Abstract

Reactive oxygen species (ROS) produced by injured cell powerhouses, mitochondria may lead to the development of heavy neuronal disorders of both chronic (Alzheimer disease, Parkinson disease, etc.) and acute brain injury followed by a secondary neuronal damage and death over time. Once a mitochondrion is injured, a phospholipid constituent of its inner membrane, cardiolipin (CL) undergoes externalization triggering a sequence of events which may lead to either natural elimination of injured mitochondria without the host cell injury or programmed host cell suicide, apoptosis. Mitochondria-induced apoptosis is, among other, also responsible for radiation-induced damage of radiosensitive organs like bone marrow and the small intestine. In order to prevent cell suicide, (per)oxygenation of externalized CL at the outer side of the inner mitochondrial membrane catalyzed by the cytochrome c/CL complex should be suppressed.
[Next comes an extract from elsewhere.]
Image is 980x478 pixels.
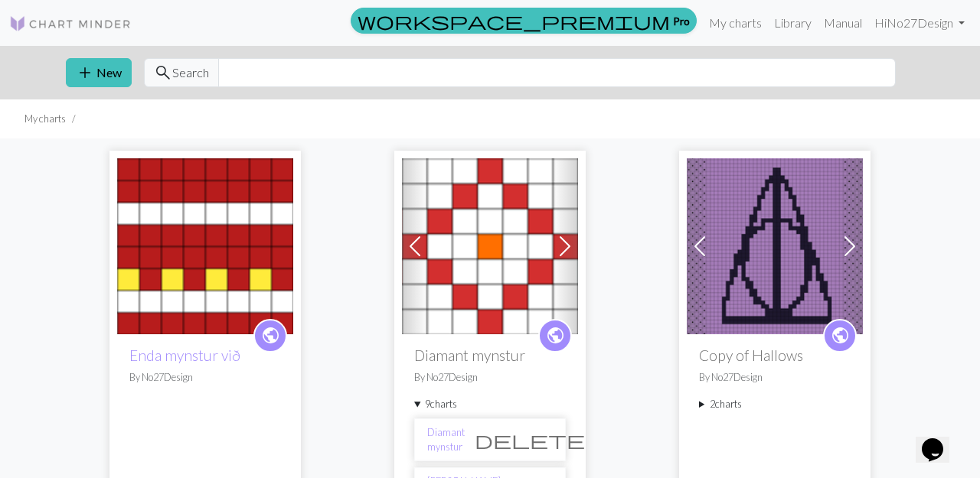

Here some approaches that lead to the targeted suppression of ROS and inhibition of cyt c/CL complex (per)oxygenative activity within mitochondria are discussed, which provide the basis for the development of new anti-apoptotic drugs defending the neuronal and other tissues from degeneration by ROS. The positive effects of these drugs were demonstrated in the laboratory animals developing secondary neuronal damage over time following traumatic brain injury or suffering from radiation-induced disorders.